When he came back into the living-room, the class were all sprawled on chairs and packing cases and sitting on the floor.
‘Everybody comfortable?’
‘Saw you on the news last night, Mr
Rook,’ Christophe volunteered. ‘You and Washington and Laura. That was unreal, that old guy drowning in his own house. Laura said that you guys nearly drowned, too.’
Jim said, ‘You remember I warned you about staying away from water. We were trying to track down the spirit that drowned Dennis and scalded Dottie. Well, we found out last night just how dangerous it can be. We were lucky … but we haven’t beaten it yet, and you could still be in danger.’
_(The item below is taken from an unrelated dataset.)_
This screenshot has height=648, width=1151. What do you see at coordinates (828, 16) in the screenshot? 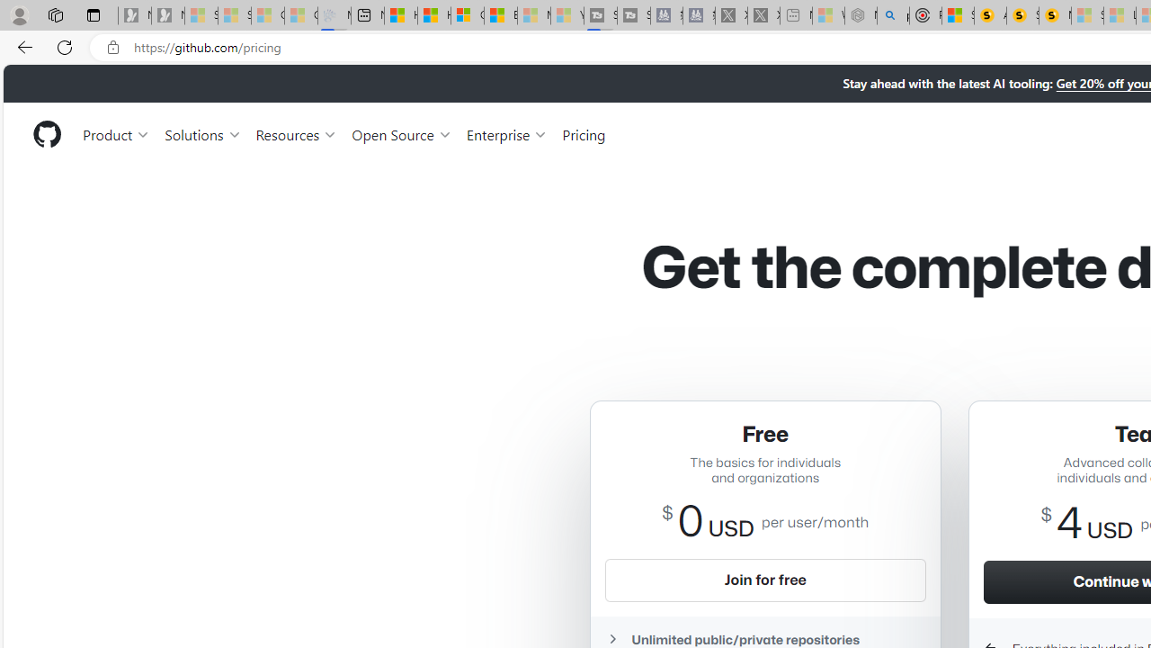
I see `Wildlife - MSN - Sleeping` at bounding box center [828, 16].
‘Don’t you worry, Mr Rook. After what Washington said, we take the point. With a capital P.’
‘Anyhow,’ said Jim. ‘To what do I owe the honor of your all coming here today?’
Arlene Carollo stood up. She was a very tall, thin brunette, with freckles and a wide smile crowded with shining white teeth. ‘We couldn’t let you leave without a leaving party, sir. We couldn’t have it on Tuesday because of what happened to Dottie, but when we heard that you were still in LA … Well, the e-mails started flying and we decided to hold it today.’
David Baliga stood up, too – a stocky boy with a handsome, square-jawed face, but a slow, monotonous way of talking. ‘The whole class owes you, Mr Rook. What you did for us nobody else could have done and nobody else was ever bothered. So that’s why we came. And also to hand in our assignment.’
‘Your assignment?’
‘Sure,’ said Jewel Karakatsanis. ‘You asked us to write a four-line poem, remember, about the way we felt?’
‘You wrote it? You didn’t have to write it.’
‘Sure we did. We know what kind of a blue fit you get into if we don’t turn in our work on time.’